- _Directions_: An exact repetition of all the entries that follow is required.

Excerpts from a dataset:
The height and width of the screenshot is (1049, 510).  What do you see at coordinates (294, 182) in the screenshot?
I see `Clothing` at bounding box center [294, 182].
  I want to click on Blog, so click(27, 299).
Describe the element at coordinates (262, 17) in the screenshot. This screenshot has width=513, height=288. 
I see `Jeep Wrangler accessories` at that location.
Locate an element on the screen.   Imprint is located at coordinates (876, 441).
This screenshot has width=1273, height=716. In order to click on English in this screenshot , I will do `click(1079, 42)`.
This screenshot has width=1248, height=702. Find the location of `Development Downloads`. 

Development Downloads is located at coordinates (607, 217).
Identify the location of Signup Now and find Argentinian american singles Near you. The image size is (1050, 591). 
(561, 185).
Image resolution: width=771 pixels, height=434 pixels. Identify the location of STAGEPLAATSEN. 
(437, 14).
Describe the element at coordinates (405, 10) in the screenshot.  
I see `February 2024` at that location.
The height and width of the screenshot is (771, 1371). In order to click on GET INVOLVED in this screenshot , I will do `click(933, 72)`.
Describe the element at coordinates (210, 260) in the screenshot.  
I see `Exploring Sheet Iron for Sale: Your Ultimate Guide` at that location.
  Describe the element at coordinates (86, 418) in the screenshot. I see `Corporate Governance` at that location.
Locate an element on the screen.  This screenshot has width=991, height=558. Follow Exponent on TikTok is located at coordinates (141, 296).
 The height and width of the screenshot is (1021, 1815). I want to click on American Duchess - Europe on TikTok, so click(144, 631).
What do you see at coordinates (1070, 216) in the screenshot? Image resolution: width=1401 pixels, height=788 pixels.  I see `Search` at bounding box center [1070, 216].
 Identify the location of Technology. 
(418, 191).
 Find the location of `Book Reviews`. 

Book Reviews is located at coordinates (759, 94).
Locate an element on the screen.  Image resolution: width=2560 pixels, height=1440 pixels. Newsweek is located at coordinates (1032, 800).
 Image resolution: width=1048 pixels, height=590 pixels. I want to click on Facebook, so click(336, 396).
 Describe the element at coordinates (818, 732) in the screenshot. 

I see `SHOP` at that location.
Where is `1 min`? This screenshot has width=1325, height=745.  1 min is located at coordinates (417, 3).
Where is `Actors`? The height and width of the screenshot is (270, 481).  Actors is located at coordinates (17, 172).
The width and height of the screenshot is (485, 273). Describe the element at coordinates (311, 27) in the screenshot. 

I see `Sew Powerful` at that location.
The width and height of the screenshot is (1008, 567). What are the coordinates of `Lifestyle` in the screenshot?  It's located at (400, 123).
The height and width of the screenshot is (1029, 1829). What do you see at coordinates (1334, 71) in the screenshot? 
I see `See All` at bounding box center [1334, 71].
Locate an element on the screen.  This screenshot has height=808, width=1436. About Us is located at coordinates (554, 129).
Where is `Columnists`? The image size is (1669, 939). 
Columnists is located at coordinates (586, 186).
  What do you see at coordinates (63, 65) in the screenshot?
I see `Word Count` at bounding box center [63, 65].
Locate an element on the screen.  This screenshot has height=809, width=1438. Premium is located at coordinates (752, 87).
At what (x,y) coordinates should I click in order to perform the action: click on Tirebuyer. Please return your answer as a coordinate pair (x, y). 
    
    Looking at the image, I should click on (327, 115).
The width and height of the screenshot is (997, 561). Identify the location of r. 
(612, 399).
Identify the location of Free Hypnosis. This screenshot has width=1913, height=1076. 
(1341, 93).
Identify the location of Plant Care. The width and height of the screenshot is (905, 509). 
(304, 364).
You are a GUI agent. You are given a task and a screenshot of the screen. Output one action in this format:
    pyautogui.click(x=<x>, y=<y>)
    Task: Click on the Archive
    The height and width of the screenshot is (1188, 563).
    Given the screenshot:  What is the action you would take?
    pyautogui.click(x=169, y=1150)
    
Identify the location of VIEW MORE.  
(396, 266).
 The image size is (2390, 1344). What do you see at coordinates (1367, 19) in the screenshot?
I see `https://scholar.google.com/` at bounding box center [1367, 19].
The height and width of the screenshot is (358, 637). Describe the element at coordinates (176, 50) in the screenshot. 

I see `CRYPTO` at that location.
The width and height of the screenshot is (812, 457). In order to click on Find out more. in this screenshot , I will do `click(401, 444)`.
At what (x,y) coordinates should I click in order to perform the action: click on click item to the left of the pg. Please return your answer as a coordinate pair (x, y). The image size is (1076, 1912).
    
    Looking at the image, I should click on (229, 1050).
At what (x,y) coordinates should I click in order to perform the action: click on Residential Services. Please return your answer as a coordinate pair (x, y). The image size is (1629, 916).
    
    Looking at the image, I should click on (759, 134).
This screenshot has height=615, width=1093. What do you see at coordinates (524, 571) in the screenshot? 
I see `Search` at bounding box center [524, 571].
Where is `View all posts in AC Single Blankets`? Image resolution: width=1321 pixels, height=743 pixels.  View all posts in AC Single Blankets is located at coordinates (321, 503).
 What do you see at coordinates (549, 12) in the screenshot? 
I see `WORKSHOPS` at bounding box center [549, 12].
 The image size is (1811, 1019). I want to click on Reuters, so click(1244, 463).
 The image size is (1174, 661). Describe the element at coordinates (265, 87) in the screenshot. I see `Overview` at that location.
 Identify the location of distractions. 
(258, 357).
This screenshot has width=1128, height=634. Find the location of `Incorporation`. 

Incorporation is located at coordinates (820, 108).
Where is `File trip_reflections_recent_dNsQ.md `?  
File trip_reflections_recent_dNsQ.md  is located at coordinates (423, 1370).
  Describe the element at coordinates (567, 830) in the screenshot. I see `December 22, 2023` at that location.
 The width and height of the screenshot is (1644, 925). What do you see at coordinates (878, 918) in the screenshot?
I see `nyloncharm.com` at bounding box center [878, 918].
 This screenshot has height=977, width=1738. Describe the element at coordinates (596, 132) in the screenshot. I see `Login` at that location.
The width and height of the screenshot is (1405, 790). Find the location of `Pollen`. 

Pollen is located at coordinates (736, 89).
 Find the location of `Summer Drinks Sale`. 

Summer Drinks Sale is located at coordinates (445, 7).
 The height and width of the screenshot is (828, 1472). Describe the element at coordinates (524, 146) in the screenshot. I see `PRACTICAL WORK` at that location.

- _Answer for this exercise_:
The height and width of the screenshot is (1049, 510).  What do you see at coordinates (294, 182) in the screenshot?
I see `Clothing` at bounding box center [294, 182].
  I want to click on Blog, so click(27, 299).
Describe the element at coordinates (262, 17) in the screenshot. This screenshot has width=513, height=288. 
I see `Jeep Wrangler accessories` at that location.
Locate an element on the screen.   Imprint is located at coordinates (876, 441).
This screenshot has width=1273, height=716. In order to click on English in this screenshot , I will do `click(1079, 42)`.
This screenshot has width=1248, height=702. Find the location of `Development Downloads`. 

Development Downloads is located at coordinates (607, 217).
Identify the location of Signup Now and find Argentinian american singles Near you. The image size is (1050, 591). 
(561, 185).
Image resolution: width=771 pixels, height=434 pixels. Identify the location of STAGEPLAATSEN. 
(437, 14).
Describe the element at coordinates (405, 10) in the screenshot.  
I see `February 2024` at that location.
The height and width of the screenshot is (771, 1371). In order to click on GET INVOLVED in this screenshot , I will do `click(933, 72)`.
Describe the element at coordinates (210, 260) in the screenshot.  
I see `Exploring Sheet Iron for Sale: Your Ultimate Guide` at that location.
  Describe the element at coordinates (86, 418) in the screenshot. I see `Corporate Governance` at that location.
Locate an element on the screen.  This screenshot has width=991, height=558. Follow Exponent on TikTok is located at coordinates (141, 296).
 The height and width of the screenshot is (1021, 1815). I want to click on American Duchess - Europe on TikTok, so click(144, 631).
What do you see at coordinates (1070, 216) in the screenshot? Image resolution: width=1401 pixels, height=788 pixels.  I see `Search` at bounding box center [1070, 216].
 Identify the location of Technology. 
(418, 191).
 Find the location of `Book Reviews`. 

Book Reviews is located at coordinates (759, 94).
Locate an element on the screen.  Image resolution: width=2560 pixels, height=1440 pixels. Newsweek is located at coordinates (1032, 800).
 Image resolution: width=1048 pixels, height=590 pixels. I want to click on Facebook, so click(336, 396).
 Describe the element at coordinates (818, 732) in the screenshot. 

I see `SHOP` at that location.
Where is `1 min`? This screenshot has width=1325, height=745.  1 min is located at coordinates (417, 3).
Where is `Actors`? The height and width of the screenshot is (270, 481).  Actors is located at coordinates (17, 172).
The width and height of the screenshot is (485, 273). Describe the element at coordinates (311, 27) in the screenshot. 

I see `Sew Powerful` at that location.
The width and height of the screenshot is (1008, 567). What are the coordinates of `Lifestyle` in the screenshot?  It's located at (400, 123).
The height and width of the screenshot is (1029, 1829). What do you see at coordinates (1334, 71) in the screenshot? 
I see `See All` at bounding box center [1334, 71].
Locate an element on the screen.  This screenshot has height=808, width=1436. About Us is located at coordinates (554, 129).
Where is `Columnists`? The image size is (1669, 939). 
Columnists is located at coordinates (586, 186).
  What do you see at coordinates (63, 65) in the screenshot?
I see `Word Count` at bounding box center [63, 65].
Locate an element on the screen.  This screenshot has height=809, width=1438. Premium is located at coordinates (752, 87).
At what (x,y) coordinates should I click in order to perform the action: click on Tirebuyer. Please return your answer as a coordinate pair (x, y). 
    
    Looking at the image, I should click on (327, 115).
The width and height of the screenshot is (997, 561). Identify the location of r. 
(612, 399).
Identify the location of Free Hypnosis. This screenshot has width=1913, height=1076. 
(1341, 93).
Identify the location of Plant Care. The width and height of the screenshot is (905, 509). 
(304, 364).
You are a GUI agent. You are given a task and a screenshot of the screen. Output one action in this format:
    pyautogui.click(x=<x>, y=<y>)
    Task: Click on the Archive
    The height and width of the screenshot is (1188, 563).
    Given the screenshot:  What is the action you would take?
    pyautogui.click(x=169, y=1150)
    
Identify the location of VIEW MORE.  
(396, 266).
 The image size is (2390, 1344). What do you see at coordinates (1367, 19) in the screenshot?
I see `https://scholar.google.com/` at bounding box center [1367, 19].
The height and width of the screenshot is (358, 637). Describe the element at coordinates (176, 50) in the screenshot. 

I see `CRYPTO` at that location.
The width and height of the screenshot is (812, 457). In order to click on Find out more. in this screenshot , I will do `click(401, 444)`.
At what (x,y) coordinates should I click in order to perform the action: click on click item to the left of the pg. Please return your answer as a coordinate pair (x, y). The image size is (1076, 1912).
    
    Looking at the image, I should click on (229, 1050).
At what (x,y) coordinates should I click in order to perform the action: click on Residential Services. Please return your answer as a coordinate pair (x, y). The image size is (1629, 916).
    
    Looking at the image, I should click on (759, 134).
This screenshot has height=615, width=1093. What do you see at coordinates (524, 571) in the screenshot? 
I see `Search` at bounding box center [524, 571].
Where is `View all posts in AC Single Blankets`? Image resolution: width=1321 pixels, height=743 pixels.  View all posts in AC Single Blankets is located at coordinates (321, 503).
 What do you see at coordinates (549, 12) in the screenshot? 
I see `WORKSHOPS` at bounding box center [549, 12].
 The image size is (1811, 1019). I want to click on Reuters, so click(1244, 463).
 The image size is (1174, 661). Describe the element at coordinates (265, 87) in the screenshot. I see `Overview` at that location.
 Identify the location of distractions. 
(258, 357).
This screenshot has width=1128, height=634. Find the location of `Incorporation`. 

Incorporation is located at coordinates (820, 108).
Where is `File trip_reflections_recent_dNsQ.md `?  
File trip_reflections_recent_dNsQ.md  is located at coordinates (423, 1370).
  Describe the element at coordinates (567, 830) in the screenshot. I see `December 22, 2023` at that location.
 The width and height of the screenshot is (1644, 925). What do you see at coordinates (878, 918) in the screenshot?
I see `nyloncharm.com` at bounding box center [878, 918].
 This screenshot has height=977, width=1738. Describe the element at coordinates (596, 132) in the screenshot. I see `Login` at that location.
The width and height of the screenshot is (1405, 790). Find the location of `Pollen`. 

Pollen is located at coordinates (736, 89).
 Find the location of `Summer Drinks Sale`. 

Summer Drinks Sale is located at coordinates (445, 7).
 The height and width of the screenshot is (828, 1472). Describe the element at coordinates (524, 146) in the screenshot. I see `PRACTICAL WORK` at that location.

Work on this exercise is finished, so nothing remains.